Unicode makes string processing more complicated than most people realize.
Well, people use LLM machine-learning tools for this sort of thing sometimes, ala ChatGPT. Caveat emptor, though — those tools work best when you ask about coding problems for which there are zillions of similar examples online that it can interpolate from, but they will also cheerfully and confidently give you wrong answers.
For example, “write julia code to check if a string is a palindrome” in ChatGPT gives:
function is_palindrome(str)
# Remove spaces and convert the string to lowercase for a case-insensitive check
str = replace(lowercase(str), r"\s+" => "")

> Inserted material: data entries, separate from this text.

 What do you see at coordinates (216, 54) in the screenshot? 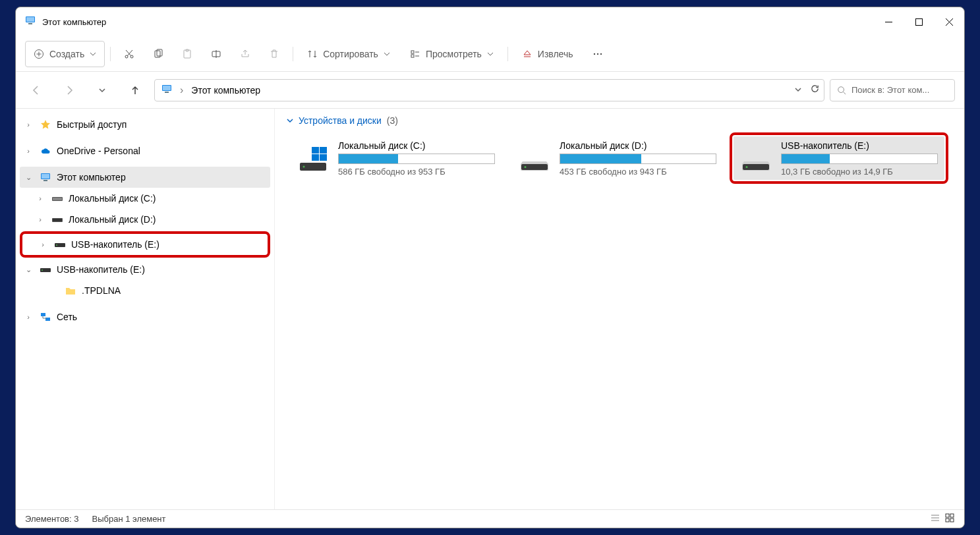
I see `rename-button` at bounding box center [216, 54].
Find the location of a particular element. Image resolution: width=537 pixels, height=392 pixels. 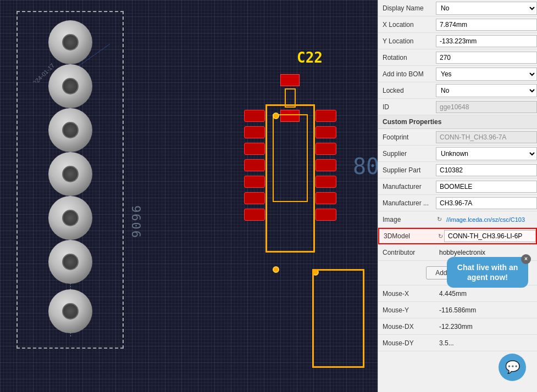

mouse-dy-label: Mouse-DY is located at coordinates (407, 343).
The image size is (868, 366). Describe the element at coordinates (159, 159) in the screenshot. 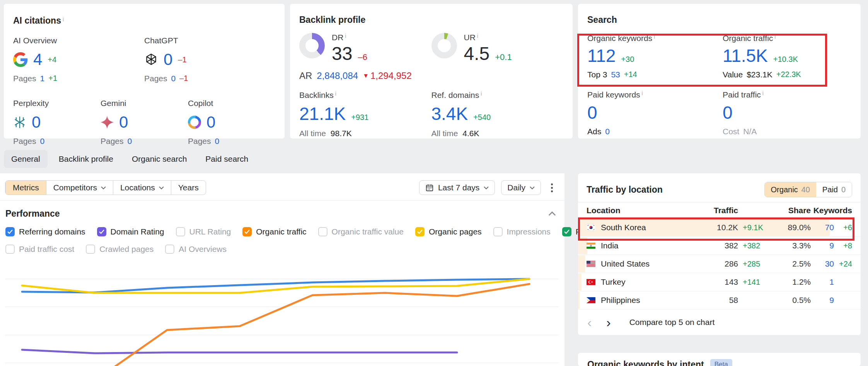

I see `tab: Organic search` at that location.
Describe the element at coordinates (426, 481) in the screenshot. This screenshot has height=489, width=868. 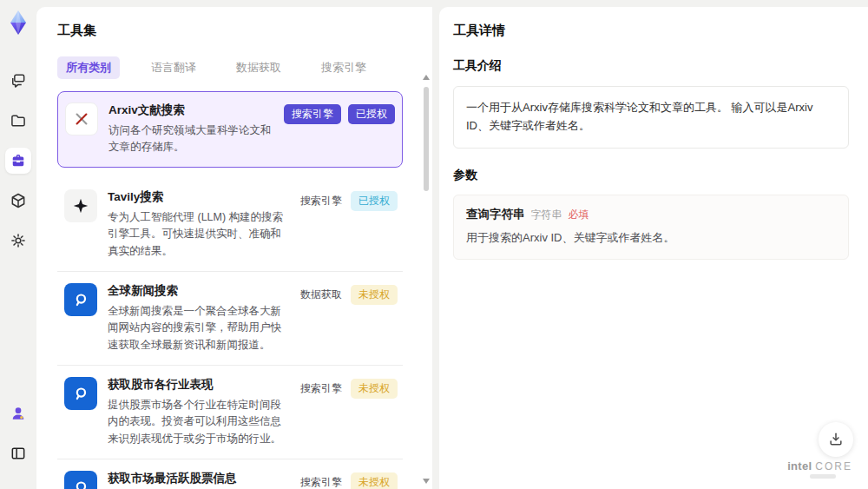
I see `scroll-down-arrow` at that location.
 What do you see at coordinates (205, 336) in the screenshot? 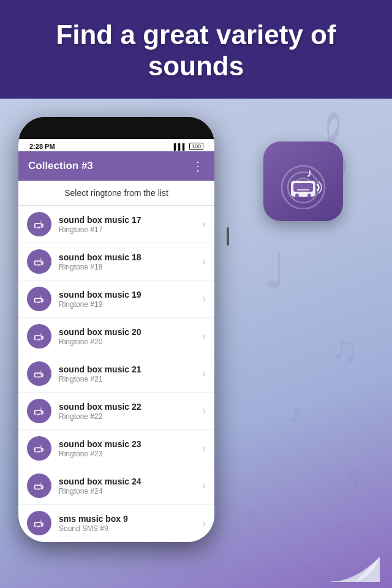
I see `ringtone-arrow-3: ›` at bounding box center [205, 336].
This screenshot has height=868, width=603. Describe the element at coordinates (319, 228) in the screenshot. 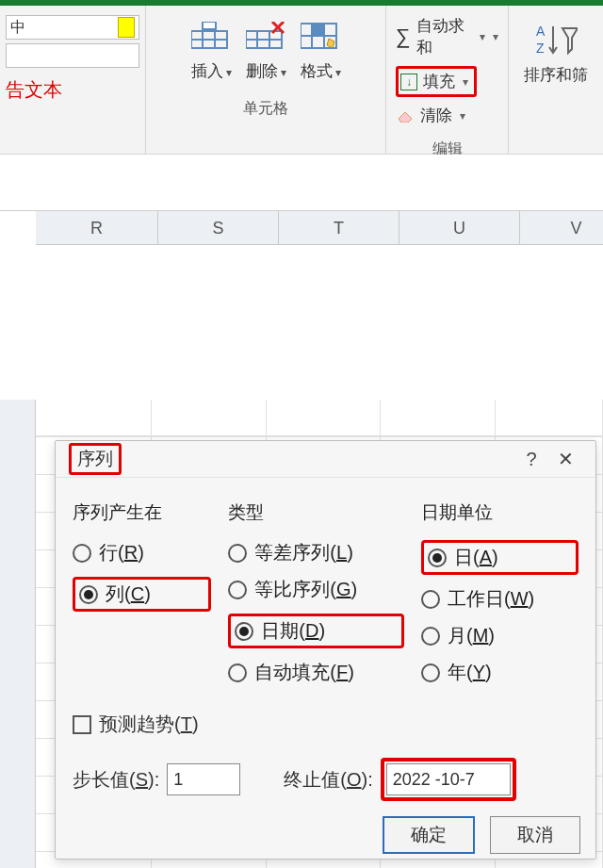

I see `column-headers-row: R S T U V` at that location.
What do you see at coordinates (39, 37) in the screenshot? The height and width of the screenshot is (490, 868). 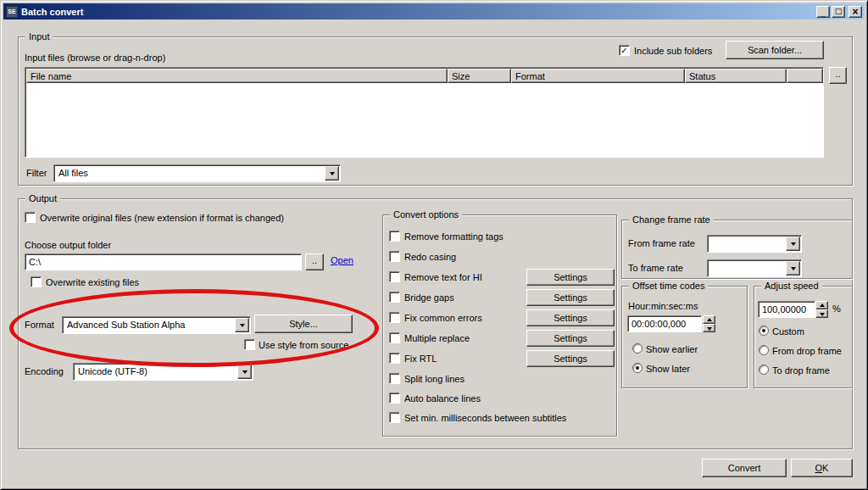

# Compare the original string with its reverse
return str == reverse(str)
end
which is pretty reasonable, but it doesn’t handle multi-character graphemes properly. If you tell it “fix it to reverse graphemes”, it changes the last line to str == reverse(graphemes(str)), which is incorrect code because graphemes returns an iterator that is not reversible unless you collect it first.